March 6, 2000

Features

Special issue: Election 2000

The First Stone
BY JOEL BLEIFUSS
Vanishing voters.

Gush vs. Bore
BY DOUG IRELAND

Free Ride
BY PAT MURPHY
Meet the real John McCain.

Cash and Carry

BY JEFFREY ST. CLAIR
George W. Bush's environmental menace.

Fair Weather Friends
BY JUAN GONZALEZ
Candidates court the Latino vote.

More Marketplace Medicine
BY DAVID MOBERG
Neither Democrats' health plan will fix the system.

News & Views

Editorial
BY SALIM MUWAKKIL
At death's door.

A Terry Laban Cartoon

The Highest Possible Price
BY FRED WEIR
Russia refuses to learn from its mistakes in Chechnya.

Secrets and Lies
BY STEVEN DUDLEY
After a failed uprising, Ecuador's indigenous groups warn a civil war could ensue.

Dirt Road Rage
BY GEOFF SCHUMACHER
Wise-users intimidate Nevada wilderness advocates.

Appall-O-Meter
BY DAVID FUTRELLE

Profile
BY SILJA J. A. TALVI
Bert Sacks: A voice in the wilderness.

The Flanders Files
BY LAURA FLANDERS
Natural born rapists.

Culture

Bohemian Raphsody
BY SANDY ZIPP
Studio apartments, grape nuts, S/M and Buffy.

Shock Treatment
BY JOSHUA ROTHKOPF
FILM: The cinema of mental hygiene.

Secrets and Lies

After a failed uprising, Ecuador's indigenous groups warn a civil war could ensue.

By Steven Dudley

Quito, Ecuador

CONAIE, Ecuador'sargest indigenous
coalition, has led the growing movement
for government reform. Credit: GUILLERMO
GRANJA/REUTERS

Just 18 hours after indigenous groups had briefly taken power and forced President Jamil Mahuad to step down, they were suddenly ready to leave Quito. Dressed in dark, thick sweaters and donning their trade mark brown suede hats, members of the Confederation of Indigenous Nationalities of Ecuador (CONAIE), the country's strongest indigenous organization, hastily finished off their potato soup and moved toward the awaiting buses. "They betrayed us," one man said. "And in our culture, when someone betrays you, you cut his head off."

Indigenous leaders, unions and popular organizations were the most vocal sectors calling for Mahuad's resignation in mid-January, but most Ecuadorans supported them. Just weeks prior to his downfall, the president's approval rating was a mere 7 percent, and the economic recession that precipitated the massive protests seemed destined to continue. Since the new year, the value of Ecuador's currency, the sucre, had slipped 25 percent, and the president's indecisive nature led few to believe that any decision he could make would garner support in the country's defiant Congress. In the weeks leading up to the coup, strikes increased and several top officials resigned in protest of government policy. The stage was set for what at first glance appeared to be a spontaneous uprising by indigenous groups, but quickly turned into an historic betrayal of the CONAIE and their supporters.

Steven Dudley is a journalist based in Bogota, Colombia.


** To do **
Print each line exactly, beginning with the one where "Inspect for 'human hair'." appears and ending at the last line below.

---- Data under study

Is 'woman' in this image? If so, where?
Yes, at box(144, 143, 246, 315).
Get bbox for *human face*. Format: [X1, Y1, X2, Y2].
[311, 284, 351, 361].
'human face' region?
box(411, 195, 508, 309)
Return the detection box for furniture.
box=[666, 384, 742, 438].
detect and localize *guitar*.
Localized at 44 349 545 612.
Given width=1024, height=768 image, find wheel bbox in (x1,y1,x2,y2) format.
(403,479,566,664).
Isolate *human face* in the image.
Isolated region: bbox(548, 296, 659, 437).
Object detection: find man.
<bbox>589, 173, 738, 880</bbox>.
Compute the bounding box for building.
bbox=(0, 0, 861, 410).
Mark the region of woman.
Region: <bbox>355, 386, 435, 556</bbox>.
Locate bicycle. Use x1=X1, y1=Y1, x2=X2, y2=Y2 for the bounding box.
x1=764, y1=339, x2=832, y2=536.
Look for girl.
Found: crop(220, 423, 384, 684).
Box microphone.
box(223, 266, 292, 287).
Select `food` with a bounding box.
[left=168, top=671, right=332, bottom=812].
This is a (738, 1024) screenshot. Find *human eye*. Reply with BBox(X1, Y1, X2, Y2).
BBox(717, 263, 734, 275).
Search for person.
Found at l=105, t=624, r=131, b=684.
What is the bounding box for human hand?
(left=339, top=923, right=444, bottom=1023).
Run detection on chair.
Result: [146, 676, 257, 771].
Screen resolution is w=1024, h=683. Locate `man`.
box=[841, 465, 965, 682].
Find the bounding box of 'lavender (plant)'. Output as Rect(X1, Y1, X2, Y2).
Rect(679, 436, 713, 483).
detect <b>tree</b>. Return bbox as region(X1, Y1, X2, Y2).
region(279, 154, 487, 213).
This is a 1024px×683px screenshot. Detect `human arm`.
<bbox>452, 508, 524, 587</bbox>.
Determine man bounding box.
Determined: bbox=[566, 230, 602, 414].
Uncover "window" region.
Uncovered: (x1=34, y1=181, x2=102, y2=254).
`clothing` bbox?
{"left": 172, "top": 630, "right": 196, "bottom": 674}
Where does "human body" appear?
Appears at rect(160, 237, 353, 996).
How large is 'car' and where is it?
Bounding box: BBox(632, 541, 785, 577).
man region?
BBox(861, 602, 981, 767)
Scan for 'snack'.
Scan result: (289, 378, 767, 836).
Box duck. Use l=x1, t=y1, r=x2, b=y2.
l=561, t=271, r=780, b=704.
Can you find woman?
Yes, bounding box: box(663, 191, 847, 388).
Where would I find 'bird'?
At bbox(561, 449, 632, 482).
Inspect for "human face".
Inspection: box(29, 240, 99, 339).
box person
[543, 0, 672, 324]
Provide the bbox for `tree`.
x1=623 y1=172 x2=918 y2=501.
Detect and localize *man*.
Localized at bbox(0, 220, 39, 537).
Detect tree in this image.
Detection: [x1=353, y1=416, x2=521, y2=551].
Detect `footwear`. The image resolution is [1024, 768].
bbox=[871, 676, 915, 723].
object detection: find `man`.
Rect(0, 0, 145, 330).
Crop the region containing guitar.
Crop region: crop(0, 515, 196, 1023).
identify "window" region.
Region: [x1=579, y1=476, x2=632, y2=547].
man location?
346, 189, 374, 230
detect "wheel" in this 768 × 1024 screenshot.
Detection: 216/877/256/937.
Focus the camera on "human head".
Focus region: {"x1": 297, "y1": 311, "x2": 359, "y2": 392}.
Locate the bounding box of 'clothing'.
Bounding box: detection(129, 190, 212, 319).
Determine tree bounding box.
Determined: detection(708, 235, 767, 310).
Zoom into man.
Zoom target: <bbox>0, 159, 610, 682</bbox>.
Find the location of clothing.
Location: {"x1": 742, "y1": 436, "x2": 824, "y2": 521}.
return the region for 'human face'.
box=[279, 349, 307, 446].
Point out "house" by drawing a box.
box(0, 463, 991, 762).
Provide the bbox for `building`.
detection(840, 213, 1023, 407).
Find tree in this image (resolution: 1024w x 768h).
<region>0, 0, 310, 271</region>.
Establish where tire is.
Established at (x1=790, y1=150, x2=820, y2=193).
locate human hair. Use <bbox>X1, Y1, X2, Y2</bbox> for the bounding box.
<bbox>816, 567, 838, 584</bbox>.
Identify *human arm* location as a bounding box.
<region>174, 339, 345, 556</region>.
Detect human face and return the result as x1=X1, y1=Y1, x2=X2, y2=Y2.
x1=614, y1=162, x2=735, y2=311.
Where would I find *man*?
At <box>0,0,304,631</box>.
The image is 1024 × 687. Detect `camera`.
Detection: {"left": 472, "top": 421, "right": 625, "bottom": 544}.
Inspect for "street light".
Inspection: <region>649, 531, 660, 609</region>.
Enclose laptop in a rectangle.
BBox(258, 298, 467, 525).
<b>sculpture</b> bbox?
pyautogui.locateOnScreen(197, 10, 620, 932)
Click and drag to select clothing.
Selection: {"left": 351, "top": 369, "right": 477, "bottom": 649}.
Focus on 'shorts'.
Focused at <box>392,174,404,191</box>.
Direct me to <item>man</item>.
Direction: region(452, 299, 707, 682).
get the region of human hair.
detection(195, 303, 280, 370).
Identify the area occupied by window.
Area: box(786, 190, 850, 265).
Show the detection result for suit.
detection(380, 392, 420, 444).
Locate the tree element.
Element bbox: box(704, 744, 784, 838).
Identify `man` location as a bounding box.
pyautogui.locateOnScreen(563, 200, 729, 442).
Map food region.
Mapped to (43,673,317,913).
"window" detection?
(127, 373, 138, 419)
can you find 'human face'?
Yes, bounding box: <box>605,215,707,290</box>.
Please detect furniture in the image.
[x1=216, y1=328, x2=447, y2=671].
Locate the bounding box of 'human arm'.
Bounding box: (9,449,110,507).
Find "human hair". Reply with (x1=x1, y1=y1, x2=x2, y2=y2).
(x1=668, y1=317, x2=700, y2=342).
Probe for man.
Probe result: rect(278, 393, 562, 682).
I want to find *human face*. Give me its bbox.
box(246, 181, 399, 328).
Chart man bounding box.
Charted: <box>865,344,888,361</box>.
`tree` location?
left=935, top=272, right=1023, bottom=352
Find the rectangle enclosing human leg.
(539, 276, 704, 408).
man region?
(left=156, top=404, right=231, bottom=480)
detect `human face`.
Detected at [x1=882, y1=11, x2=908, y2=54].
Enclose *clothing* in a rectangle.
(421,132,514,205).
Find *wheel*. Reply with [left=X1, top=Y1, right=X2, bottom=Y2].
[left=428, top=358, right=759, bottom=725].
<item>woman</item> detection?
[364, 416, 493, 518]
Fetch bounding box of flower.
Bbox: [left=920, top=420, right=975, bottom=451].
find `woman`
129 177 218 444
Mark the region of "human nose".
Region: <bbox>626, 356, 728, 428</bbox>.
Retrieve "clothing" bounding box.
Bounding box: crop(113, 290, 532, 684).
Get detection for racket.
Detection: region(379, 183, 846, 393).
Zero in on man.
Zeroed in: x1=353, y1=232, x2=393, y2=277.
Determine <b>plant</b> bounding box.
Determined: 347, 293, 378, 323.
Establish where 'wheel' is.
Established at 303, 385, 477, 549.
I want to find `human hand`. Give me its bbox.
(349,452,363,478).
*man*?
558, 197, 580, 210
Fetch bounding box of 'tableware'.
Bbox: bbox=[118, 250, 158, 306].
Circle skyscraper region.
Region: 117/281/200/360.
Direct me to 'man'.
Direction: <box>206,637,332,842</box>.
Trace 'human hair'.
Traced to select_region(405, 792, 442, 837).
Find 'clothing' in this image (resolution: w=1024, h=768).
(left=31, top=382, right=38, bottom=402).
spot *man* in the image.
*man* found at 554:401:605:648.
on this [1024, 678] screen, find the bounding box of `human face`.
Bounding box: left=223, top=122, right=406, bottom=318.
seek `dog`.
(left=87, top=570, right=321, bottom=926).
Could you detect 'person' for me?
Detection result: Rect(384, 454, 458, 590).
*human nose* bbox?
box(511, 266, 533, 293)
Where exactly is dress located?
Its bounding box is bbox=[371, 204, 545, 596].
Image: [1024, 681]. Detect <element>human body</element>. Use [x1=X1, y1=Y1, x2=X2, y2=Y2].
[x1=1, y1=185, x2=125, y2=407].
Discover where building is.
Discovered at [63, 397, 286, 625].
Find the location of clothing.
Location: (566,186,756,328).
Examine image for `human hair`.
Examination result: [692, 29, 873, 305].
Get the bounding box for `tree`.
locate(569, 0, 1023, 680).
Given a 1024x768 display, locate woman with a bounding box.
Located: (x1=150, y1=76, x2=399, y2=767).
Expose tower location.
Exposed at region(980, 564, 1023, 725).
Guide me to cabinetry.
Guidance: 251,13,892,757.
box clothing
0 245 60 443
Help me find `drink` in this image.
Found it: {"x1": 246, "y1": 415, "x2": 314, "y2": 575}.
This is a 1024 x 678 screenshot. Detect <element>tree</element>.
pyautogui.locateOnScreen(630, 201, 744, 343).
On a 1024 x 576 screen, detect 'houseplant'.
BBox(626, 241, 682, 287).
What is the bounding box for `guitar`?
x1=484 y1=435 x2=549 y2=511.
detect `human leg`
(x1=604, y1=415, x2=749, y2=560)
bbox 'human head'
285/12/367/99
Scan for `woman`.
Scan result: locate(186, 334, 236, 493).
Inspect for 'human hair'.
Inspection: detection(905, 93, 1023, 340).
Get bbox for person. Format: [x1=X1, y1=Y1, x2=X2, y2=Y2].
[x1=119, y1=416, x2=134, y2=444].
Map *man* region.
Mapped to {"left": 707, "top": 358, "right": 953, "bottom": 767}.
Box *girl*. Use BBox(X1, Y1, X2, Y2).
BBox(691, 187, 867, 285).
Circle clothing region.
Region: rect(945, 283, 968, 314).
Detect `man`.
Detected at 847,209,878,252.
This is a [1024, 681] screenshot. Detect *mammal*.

--------

** Solution to this problem **
Inspect for 'human hair'.
Inspection: detection(905, 93, 1023, 340).
Get bbox for person. Format: [x1=X1, y1=Y1, x2=X2, y2=Y2].
[x1=119, y1=416, x2=134, y2=444].
Map *man* region.
Mapped to {"left": 707, "top": 358, "right": 953, "bottom": 767}.
Box *girl*. Use BBox(X1, Y1, X2, Y2).
BBox(691, 187, 867, 285).
Circle clothing region.
Region: rect(945, 283, 968, 314).
Detect `man`.
Detected at 847,209,878,252.
This is a [1024, 681] screenshot. Detect *mammal*.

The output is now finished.